Bêtes de scène will begin with Renard, the vaudevillesque farce composed by Stravinsky in 1916 for 17 instruments including a Hungarian cymbalom evoking a gypsy atmosphere. Étienne Roche, who is also conducting the orchestra, has written Monsieur S's Goat, a long chanted monologue with Gospel and blues accents, where the predator is not whom you might think. The triptych will conclude with Prokofiev's famous Peter and the Wolf, in which every character, human, furry, or feathered, is represented by an instrument and an individual theme. [...]Performances begin on July 31 and continue through August 20, in various towns in the Jura, the Doubs, and other places.

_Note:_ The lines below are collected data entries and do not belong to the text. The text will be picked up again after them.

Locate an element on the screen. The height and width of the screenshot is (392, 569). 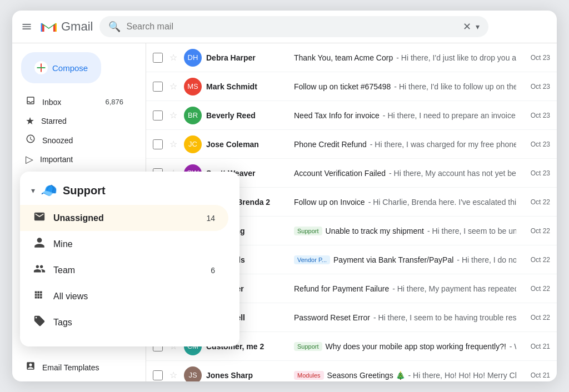
email-subject: Follow up on Invoice is located at coordinates (330, 202).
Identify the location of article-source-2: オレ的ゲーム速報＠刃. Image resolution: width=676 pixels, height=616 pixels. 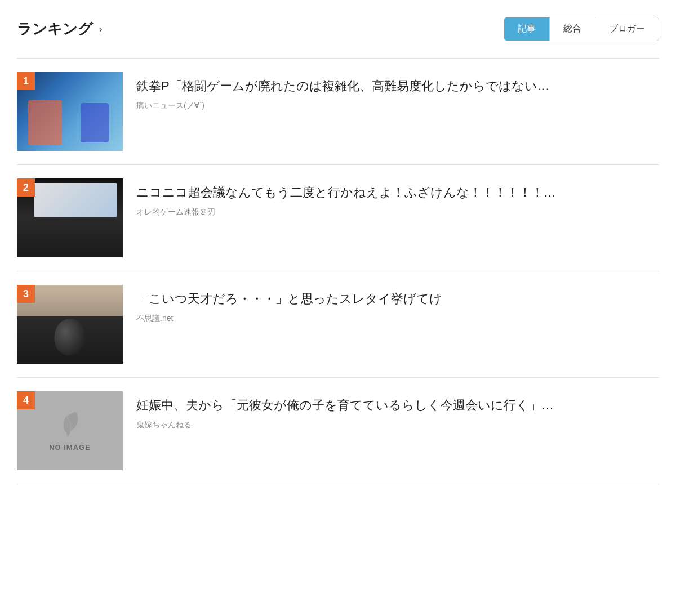
(398, 212).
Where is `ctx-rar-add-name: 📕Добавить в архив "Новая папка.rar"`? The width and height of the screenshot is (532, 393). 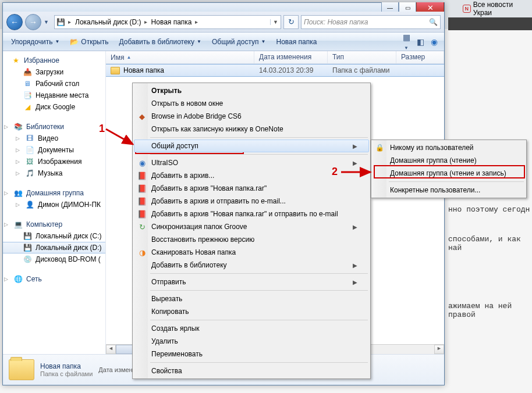
ctx-rar-add-name: 📕Добавить в архив "Новая папка.rar" is located at coordinates (251, 188).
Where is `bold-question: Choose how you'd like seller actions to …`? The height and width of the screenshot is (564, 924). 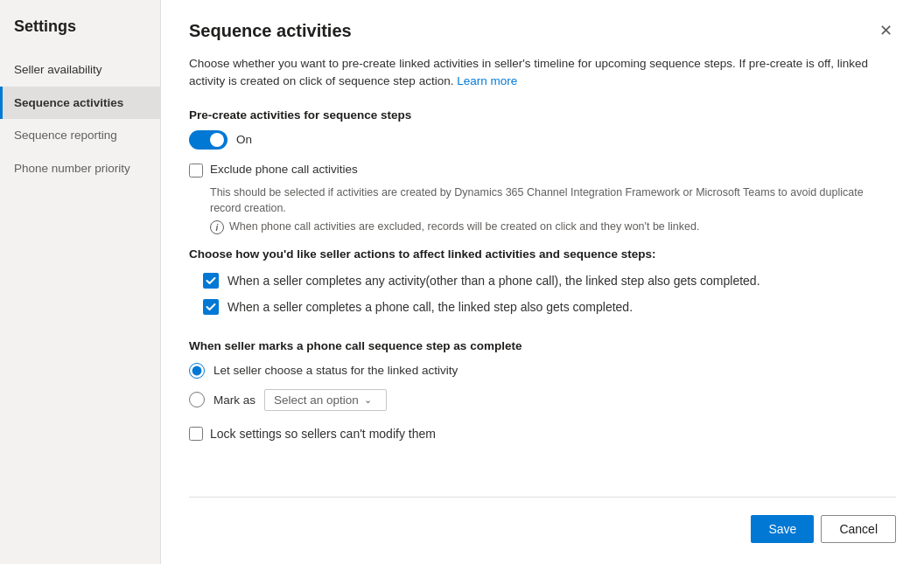 bold-question: Choose how you'd like seller actions to … is located at coordinates (542, 254).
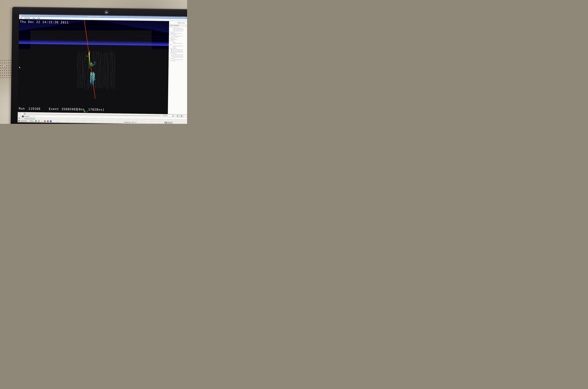 Image resolution: width=588 pixels, height=389 pixels. What do you see at coordinates (70, 109) in the screenshot?
I see `event-value: 35605965` at bounding box center [70, 109].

After the premiere in Chapois, the creative team will be welcomed by residents in various towns, who will be informed about the works and asked to advise on a choice of performance locales, which will be different for each location. The director imagines, for example, that the musical voyage could begin in the village square, continue in a barnyard with Renard, move into the forest with the goat, and end up in the darkness with little Peter and his delightful bestiary.
26.7.10
'Fox' on the Sly
A company called Ensemble Justiniana has been taking guerrilla opera productions on the roads of the Franche-Comté in the summer. After productions of Carmen two years ago and The Cunning Little Vixen last year, they have returned this summer with something you might not expect for this kind of affair, Stravinsky's Renard. Christiane Barbault has the story (Un loup dans nos campagnes, July 25) for Le Progrès (my translation):
Very interesting, Charles. Thank you. I think it was the Berlin State Opera that staged several twilight performances of ‘Renard’, and other works, some years ago in the then-muddy courtyard of the newly restored central Old National Gallery. I’d welcome the Wolf Trap Opera – or a young guerrilla music-theater troupe – staging ‘Renard’ at different places around downtown D.C. such as the National Portrait Gallery atrium or the U.S. Botanical Garden or Montrose Park or the House of Sweden steps (if not the Phillips Collection music room, where the Wolf Trap company performed a very fine contemporary classical outreach program last Thursday night).